The Problem With J. I. Packer’s Opposition To Iconography
In Knowing God, J. I. Packer delivers a harsh criticism of the use of icons in worship. While Packer does not specifically target icons, he follows theologian Charles Hodge in denouncing any use of images in worship as idolatrous. Packer’s position is inspired by his reading of the second commandment: “You shall not make for yourself an image in the form of anything in heaven above or on the earth beneath or in the waters below. You shall not bow down to them or worship them; for I, the Lord your God, am a jealous God…” (Ex. 20:4-5). When discussing the current application of this commandment, Packer claims,
“In its Christian application, this means that we are not to make use of visual or pictorial representations of the triune God, or of any person of the Trinity, for the purposes of Christian worship. The commandment thus deals not with the object of our worship, but with the manner of it; what it tells us is that statues and pictures of the One whom we worship are not to be used as an aid to worshiping him.”1
Packer goes on to note the dangers of using images in worship: they are an inadequate representation of God, a single picture cannot encapsulate the gospel narrative, images revert the believer’s attention to creation as opposed to the Creator, and so on. He even ups the ante by declaring, “The mind that takes up with images is a mind that has not yet learned to love and attend to God’s Word.”2 Needless to say, you won’t finish the chapter wondering whether Packer has an opinion on the issue.
Packer’s Ethnocentrism
I believe that Packer’s argument is flawed on multiple levels, theologically and philosophically. However, I want to focus on one problem that particularly plagues his position: ethnocentrism.

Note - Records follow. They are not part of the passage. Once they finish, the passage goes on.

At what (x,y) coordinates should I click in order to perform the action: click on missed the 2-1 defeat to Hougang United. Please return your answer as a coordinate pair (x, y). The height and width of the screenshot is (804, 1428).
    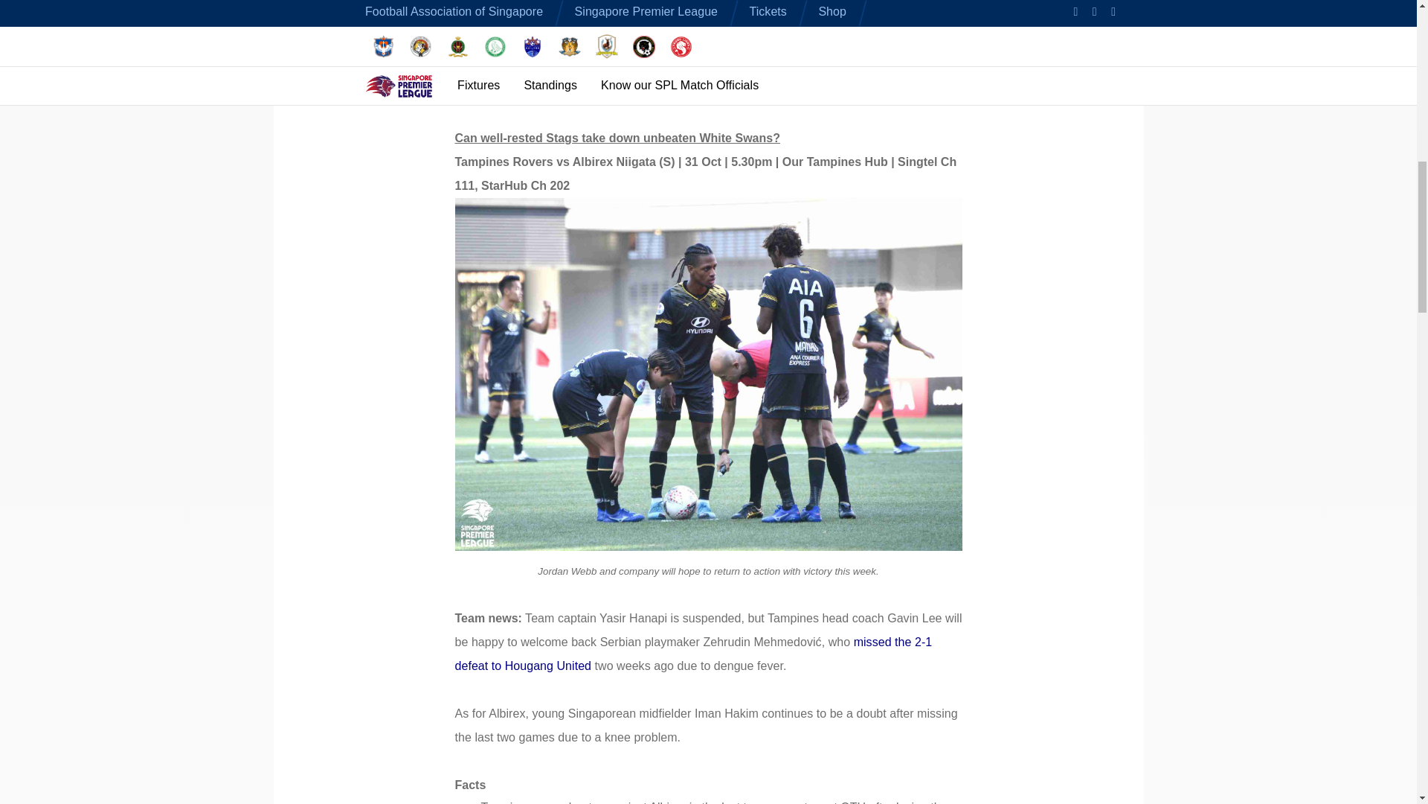
    Looking at the image, I should click on (693, 653).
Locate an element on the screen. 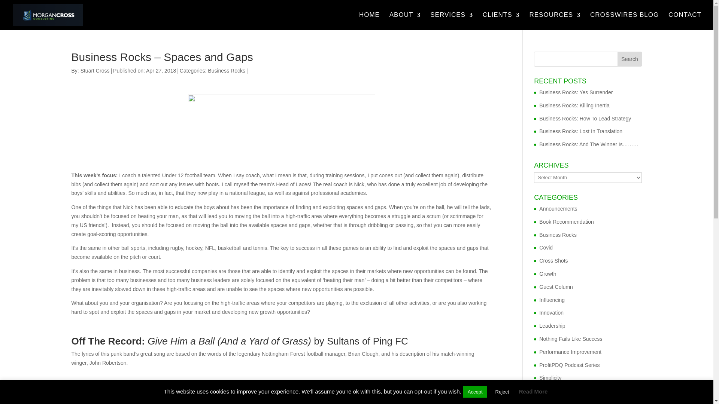  HOME is located at coordinates (369, 21).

Packer’s argument hinges entirely on a strict word/image binary. This binary is easy to assume for those of us who speak English and are familiar with languages such as French, German, and Spanish. But Packer’s argument falls apart when you consider a language like Japanese. I first learned this while listening to an interview with the Christian artist Makoto Fujimura, in which he recounts his response to a person who once asked him about the dichotomy between word and image in Western Christianity, “When I read the Bible in Japanese, actually there is no separation [between word and image], because I’m reading these pictographs, or kanjis, which are visual symbols which have both the Word of God, expressed fully, but it’s a visual expression. So, to me, there is no dichotomy.”3 Fujimura points to the fact that Japanese writing adopts a logographic system, which uses written signs to represent a word or a phrase. In logographic writing systems, such as Japanese and Chinese, Packer’s opposition between images and God’s Word is untenable.
Logographic writing systems are not only counterexamples to Packer’s position, but they also highlight its ethnocentric bias. By assuming the dichotomy between word and image, and subsequently elevating word above image, Packer privileges languages with word/image dichotomies. If, as Packer insists, the use of images in worship is idolatrous, then a written Japanese Bible is inherently idolatrous whereas a written English Bible is not.
While Packer insists that believers can only avoid idolatry by “attending to God’s Word,” his theology implies that millions of believers necessarily commit idolatry because they attend to God’s Word. As far as I can tell, Packer has two options: he can abandon his argument against images, or bite the bullet and insist that certain written languages are theologically superior to others. I think the choice is clear: only by abandoning his position on images can Packer avoid the inconsistency and ethnocentrism that come along with it.
I would like to thank Benjamin Cabe and Jacob Prahlow for discussing this topic with me.